At the time, it seemed like an isolated and futile gesture of defiance. The protester was immediatel­y arrested and all mention of the incident was scrubbed from the Chinese internet.

The footage and any related hashtags, including “Sitong bridge” and “Beijing”, were censored, with Wechat accounts frozen for posting pictures. Several rock songs, including Sitong Bridge, were also pulled from the Chinese web. But on Saturday, his words reappeared all over the country – chanted by crowds of young women on Shanghai streets and daubed in red paint on Beijing University campus buildings.

It seems too many drivers had already passed under the flyover on Beijing’s busy third ring road. Too many internet users had already seen and shared the images. And too many had also reposted the quickly removed manifesto he uploaded to the site Researchga­te.

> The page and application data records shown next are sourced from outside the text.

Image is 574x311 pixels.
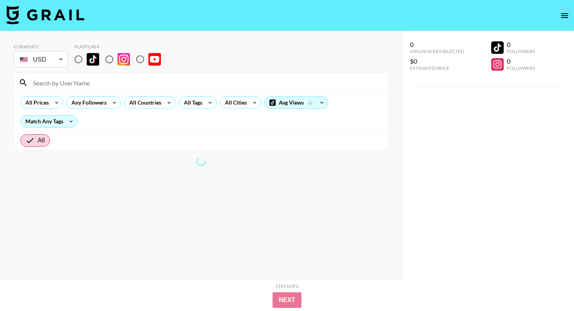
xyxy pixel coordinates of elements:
span: Refreshing lists, bookers, clients, countries, tags, cities, talent, talent... [196,156,206,166]
div: Estimated Price [410,65,464,71]
div: All Cities [220,97,248,108]
div: Avg Views [265,97,328,108]
img: YouTube [148,53,161,66]
div: Influencers Selected [410,48,464,54]
div: Platform [75,44,167,50]
div: 0 [507,57,535,65]
button: open drawer [556,8,572,23]
button: Next [272,292,302,308]
div: Currency [14,44,68,50]
div: 0 [410,41,464,48]
div: $0 [410,57,464,65]
div: Step 1 of 2 [275,283,298,289]
img: Instagram [117,53,130,66]
div: All Prices [21,97,50,108]
div: USD [15,53,67,66]
img: Grail Talent [6,5,84,24]
div: Any Followers [67,97,108,108]
div: Match Any Tags [21,116,77,127]
img: TikTok [87,53,99,66]
div: Followers [507,48,535,54]
div: All Tags [179,97,204,108]
input: Search by User Name [28,76,383,89]
div: All Countries [124,97,163,108]
div: 0 [507,41,535,48]
div: Followers [507,65,535,71]
span: All [38,136,45,145]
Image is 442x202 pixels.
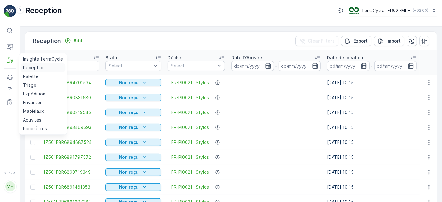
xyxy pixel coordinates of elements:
td: [DATE] 10:15 [324,75,419,90]
input: dd/mm/yyyy [327,61,369,71]
p: Non reçu [119,169,139,175]
p: Add [73,38,82,44]
a: FR-PI0021 I Stylos [171,124,209,130]
p: Non reçu [119,184,139,190]
input: Search [43,61,99,71]
p: Non reçu [119,154,139,160]
button: Non reçu [105,168,161,176]
a: FR-PI0021 I Stylos [171,139,209,145]
input: dd/mm/yyyy [374,61,416,71]
a: 1Z501F8R6890319545 [43,109,99,116]
button: Clear Filters [295,36,338,46]
a: 1Z501F8R6890831580 [43,94,99,101]
p: Non reçu [119,109,139,116]
a: 1Z501F8R6894701534 [43,79,99,86]
p: TerraCycle- FR02 -MRF [361,7,410,14]
p: ( +02:00 ) [412,8,428,13]
a: FR-PI0021 I Stylos [171,109,209,116]
p: MRF.FR02 [19,176,52,182]
img: terracycle.png [349,7,359,14]
a: 1Z501F8R6891797572 [43,154,99,160]
a: FR-PI0021 I Stylos [171,169,209,175]
p: [PERSON_NAME][EMAIL_ADDRESS][DOMAIN_NAME] [19,182,52,197]
p: Date de création [327,55,363,61]
a: 1Z501F8R6893469593 [43,124,99,130]
p: Reception [33,37,61,45]
td: [DATE] 10:15 [324,135,419,150]
a: FR-PI0021 I Stylos [171,79,209,86]
input: dd/mm/yyyy [231,61,274,71]
button: Add [62,37,84,44]
div: Toggle Row Selected [30,170,35,175]
td: [DATE] 10:15 [324,150,419,165]
td: [DATE] 10:15 [324,105,419,120]
img: logo [4,5,16,17]
p: Date D'Arrivée [231,55,262,61]
p: - [275,62,277,70]
div: Toggle Row Selected [30,140,35,145]
p: Export [353,38,367,44]
p: Statut [105,55,119,61]
button: Export [341,36,371,46]
p: Non reçu [119,94,139,101]
p: Clear Filters [307,38,334,44]
a: FR-PI0021 I Stylos [171,154,209,160]
p: - [370,62,373,70]
button: Import [374,36,404,46]
td: [DATE] 10:15 [324,179,419,194]
input: dd/mm/yyyy [278,61,321,71]
a: 1Z501F8R6891461353 [43,184,99,190]
button: Non reçu [105,138,161,146]
a: FR-PI0021 I Stylos [171,184,209,190]
p: Non reçu [119,139,139,145]
button: Non reçu [105,79,161,86]
button: MM [4,176,16,197]
button: Non reçu [105,124,161,131]
p: ⌘B [14,28,20,33]
td: [DATE] 10:15 [324,120,419,135]
button: Non reçu [105,153,161,161]
p: Import [386,38,400,44]
td: [DATE] 10:15 [324,165,419,179]
div: MM [5,181,15,191]
a: 1Z501F8R6893719349 [43,169,99,175]
a: FR-PI0021 I Stylos [171,94,209,101]
button: TerraCycle- FR02 -MRF(+02:00) [349,5,437,16]
p: Reception [25,6,62,16]
p: Déchet [167,55,183,61]
p: Select [171,63,215,69]
p: Non reçu [119,79,139,86]
button: Non reçu [105,94,161,101]
p: Non reçu [119,124,139,130]
button: Non reçu [105,183,161,191]
p: Select [109,63,152,69]
div: Toggle Row Selected [30,184,35,189]
button: Non reçu [105,109,161,116]
td: [DATE] 10:15 [324,90,419,105]
span: v 1.47.3 [4,171,16,175]
a: 1Z501F8R6894687524 [43,139,99,145]
div: Toggle Row Selected [30,155,35,160]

Reposted copies suggest he called for strikes during the party congress, including burning tyres, honking horns and smashing Covid testing stations.

“China is the China of all Chinese people, not Xi Jinping’s China, not the private property of dictators,” he wrote.

He quoted Soviet dissident Alexander Solzhenits­yn: “We know they are lying, they know they are lying, they know we know they are lying, we know they know we know they are lying, but they are still lying.”

Bridge Man’s identity remains unconfirme­d but his stance has led some to liken him to “tank man” – the unknown protester who halted tanks on Tiananmen Square in 1989.

Internet users tried to identify him, focusing on a man who has a background in physics and is a partner at a Beijing technology company.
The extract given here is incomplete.